Dec 18 2006

Judith Regan fired for anti-Semitic remarks?

The Times is reporting that Judith Regan, the HarperCollins imprint publisher, was fired in part for anti-Semitic remarks made on a heated phone call with a HarperCollins lawyer.

“‘Of all people, the Jews should know about ganging up, finding common enemies and telling the big lie,’” Ms. Regan said, according to a transcript of Mr. Jackson’s notes provided by Gary Ginsberg, an executive vice president of the News Corporation.

According to the transcript, Ms. Regan went on to say that the literary agent Esther Newberg; HarperCollins’s executive editor, David Hirshey; HarperCollins’s president, Jane Friedman, and Mr. Jackson “constitute a Jewish cabal against her.”

I won’t defend a publisher like Regan. Her plan to have O.J. Simpson “confess” in a fictionalized tell-all made me ashamed to be part of the same species. But I also won’t defend HarperCollins and News Corp., its corporate owner. First of all, people who make a company gobs of money, however ill-gotten, don’t get fired for being anti-Semetic on an in-house phone call. They get fired, as Regan did, for publicly-visible bad judgment. Second, even if Regan said what she did in the context the HarperCollins lawyer describes, the two corporations come out looking terribly vindictive and hypocritical.

HarperCollins and News Corp. were in the clear, weren’t they? They had the public’s goodwill after at long last firing the shrewdly cynical Regan. Why then release notes of this phone call, particularly after tolerating and profiting from Regan for the past decade? It’s rubbing salt in a self-inflicted wound.

UPDATE: Could a potential lawsuit by the family of Ron Goldman—a lawsuit that could force News Corp. to reveal its decision-making in bringing the Simpson book to market—be the reason the corporation so very badly wants to distance itself from Judith Regan?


Problem description: Your response should consist of every record, exactly as given.
[Opening Data for this exercise section]
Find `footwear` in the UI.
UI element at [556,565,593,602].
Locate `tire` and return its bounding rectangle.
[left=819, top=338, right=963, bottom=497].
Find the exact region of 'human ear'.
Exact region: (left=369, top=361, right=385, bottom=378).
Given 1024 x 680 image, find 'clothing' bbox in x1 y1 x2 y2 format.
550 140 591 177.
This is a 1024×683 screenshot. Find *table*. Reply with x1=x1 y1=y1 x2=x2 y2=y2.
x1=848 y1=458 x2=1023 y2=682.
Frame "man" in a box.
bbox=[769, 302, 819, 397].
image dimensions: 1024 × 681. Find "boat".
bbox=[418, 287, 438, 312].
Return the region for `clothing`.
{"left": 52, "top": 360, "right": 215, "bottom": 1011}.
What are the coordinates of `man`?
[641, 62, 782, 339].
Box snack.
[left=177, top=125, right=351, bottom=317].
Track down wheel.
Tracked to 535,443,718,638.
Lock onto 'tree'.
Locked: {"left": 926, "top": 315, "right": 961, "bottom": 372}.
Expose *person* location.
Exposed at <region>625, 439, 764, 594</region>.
[Closing Data for this exercise section]
Reply to the task:
Find `footwear` in the UI.
UI element at [556,565,593,602].
Locate `tire` and return its bounding rectangle.
[left=819, top=338, right=963, bottom=497].
Find the exact region of 'human ear'.
Exact region: (left=369, top=361, right=385, bottom=378).
Given 1024 x 680 image, find 'clothing' bbox in x1 y1 x2 y2 format.
550 140 591 177.
This is a 1024×683 screenshot. Find *table*. Reply with x1=x1 y1=y1 x2=x2 y2=y2.
x1=848 y1=458 x2=1023 y2=682.
Frame "man" in a box.
bbox=[769, 302, 819, 397].
image dimensions: 1024 × 681. Find "boat".
bbox=[418, 287, 438, 312].
Return the region for `clothing`.
{"left": 52, "top": 360, "right": 215, "bottom": 1011}.
What are the coordinates of `man`?
[641, 62, 782, 339].
Box snack.
[left=177, top=125, right=351, bottom=317].
Track down wheel.
Tracked to 535,443,718,638.
Lock onto 'tree'.
Locked: {"left": 926, "top": 315, "right": 961, "bottom": 372}.
Expose *person* location.
Exposed at <region>625, 439, 764, 594</region>.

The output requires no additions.